A gross simplification of the design trade-off is between how quick you want your data structure operations to be fulfilled against how quick you want the program complete. The original design provides the former and the promise-based design the latter.
There are just my hypothesis, I would still need to implement the batcher true to it’s specification to validate them. Any thoughts about other things to consider regarding the design limitations?
Performance tuning with variable batch sizes on batched skip-list
I tried to reproduce the experimental results of the paper by implementing a skip-list with “set-like” properties. I can’t quite get the throughput that the paper reported, but the trends seem reasonably similar.
Initialized: 1 Million elements
Inserts: 100,000 elements
num_domains: 2 3 4 5 6 7 8
Seq_ins: 299 284 299 301 298 284 297 ops/ms
Batched_ins: 346 432 465 563 585 644 627 ops/ms
------------------------------------------------------------------------------------
Initialized: 10 Million elements
Inserts: 100,000 elements
num_domains: 2 3 4 5 6 7 8
Seq_ins: 137 142 153 153 149 153 149 ops/ms
Batched_ins: 156 240 260 409 432 423 522 ops/ms
Running 8 cores, the implicit batch insertions are performing 2X on 1 Million preset elements and 3X on 10 million insertions.
As mentioned in the Pros of our promise-based design, we can play around with the batch sizes and see how it affects performance.
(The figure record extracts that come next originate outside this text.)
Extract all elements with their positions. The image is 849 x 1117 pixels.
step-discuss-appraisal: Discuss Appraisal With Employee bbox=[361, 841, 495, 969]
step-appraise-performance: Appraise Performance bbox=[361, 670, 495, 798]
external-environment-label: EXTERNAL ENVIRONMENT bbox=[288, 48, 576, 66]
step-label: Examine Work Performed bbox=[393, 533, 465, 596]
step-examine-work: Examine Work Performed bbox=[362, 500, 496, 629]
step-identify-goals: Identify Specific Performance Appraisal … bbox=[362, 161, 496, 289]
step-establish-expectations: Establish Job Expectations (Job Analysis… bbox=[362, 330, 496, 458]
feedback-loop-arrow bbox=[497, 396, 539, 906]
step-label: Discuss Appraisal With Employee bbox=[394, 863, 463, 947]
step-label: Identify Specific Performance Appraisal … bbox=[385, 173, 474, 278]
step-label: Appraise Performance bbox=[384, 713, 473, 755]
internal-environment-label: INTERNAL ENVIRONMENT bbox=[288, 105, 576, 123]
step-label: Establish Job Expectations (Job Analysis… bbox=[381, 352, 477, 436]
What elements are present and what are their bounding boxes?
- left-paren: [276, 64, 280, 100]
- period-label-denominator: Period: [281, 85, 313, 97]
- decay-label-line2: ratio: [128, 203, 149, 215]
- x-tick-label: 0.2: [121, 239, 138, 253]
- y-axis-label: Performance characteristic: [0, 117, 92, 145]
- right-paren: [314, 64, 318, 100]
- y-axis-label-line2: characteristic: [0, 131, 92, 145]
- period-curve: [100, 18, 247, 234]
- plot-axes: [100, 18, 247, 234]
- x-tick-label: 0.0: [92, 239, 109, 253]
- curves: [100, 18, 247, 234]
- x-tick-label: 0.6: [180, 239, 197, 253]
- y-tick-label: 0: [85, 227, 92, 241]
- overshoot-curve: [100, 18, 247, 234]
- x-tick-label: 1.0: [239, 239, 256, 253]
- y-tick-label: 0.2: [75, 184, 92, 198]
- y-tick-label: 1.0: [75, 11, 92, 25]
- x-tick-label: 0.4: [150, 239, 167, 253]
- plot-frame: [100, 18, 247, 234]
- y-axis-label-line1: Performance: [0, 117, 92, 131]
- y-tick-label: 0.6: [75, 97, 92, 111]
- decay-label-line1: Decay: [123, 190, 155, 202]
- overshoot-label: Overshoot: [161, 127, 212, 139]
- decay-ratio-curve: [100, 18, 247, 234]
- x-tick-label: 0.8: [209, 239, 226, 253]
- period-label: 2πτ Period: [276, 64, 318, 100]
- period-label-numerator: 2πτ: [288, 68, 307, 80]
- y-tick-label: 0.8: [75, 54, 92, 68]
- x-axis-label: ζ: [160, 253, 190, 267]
In the above, I used the default chunk_sizes that are generated by parallel for
. Below are some performance metrics when we vary the chunk_sizes.
Initialized: 10 Million elements
Inserts: 100,000 elements
batch limit = 1
num_domains: 1 2 3 4 5 6 7 8
ImpBatch_ins: 148 147 145 130 134 138 138 133 ops/ms
batch limit = 64
ImpBatch_ins: 149 234 236 382 412 456 487 476 ops/ms
batch limit = 127
ImpBatch_ins: 246 332 525 571 644 663 646 700 ops/ms
batch limit = 512
ImpBatch_ins: 144 215 281 350 410 428 483 469 ops/ms
batch limit = 4096
ImpBatch_ins: 141 225 250 267 285 430 457 475 ops/ms
batch limit = 100,000
num_domains: 1 2 3 4 5 6 7 8
ImpBatch_ins: 136 103 357 183 494 462 506 571 ops/ms
It seems like a batch limit of 127 operations is the sweet spot for this skip-list workload. However, this might not be the case for a different workload and different data structures. The batched counter best performance comes from a batch limit of 4096 operations for example.
I suppose for now we could leave it up to the default chunk_sizes to pick an appropriate batch size but I think there should be a better way to think about how to select batch_sizes or provide some facility to automatically pick a good batch size. Something like a recommended_batch_size
function but I don’t have a good idea of how to come up with it at the moment, any suggestions?
Another thing is on how to limit the batch size. Currently the batched DS carries around a large array of configurable size to store the batch. This has a performance cost and the problem also comes when the number of operations exceed the size of the array. There isn’t any way of handling it and the program will crash with an assert failure. Ideally I would like the behavior of the batcher to either suspend the current task so that the user can set up the batch size once and not have to worry about accidentally creating too many tasks that make data structure calls. I’m thinking that an implicit yield could be helpful in this regard but am also open to other ideas.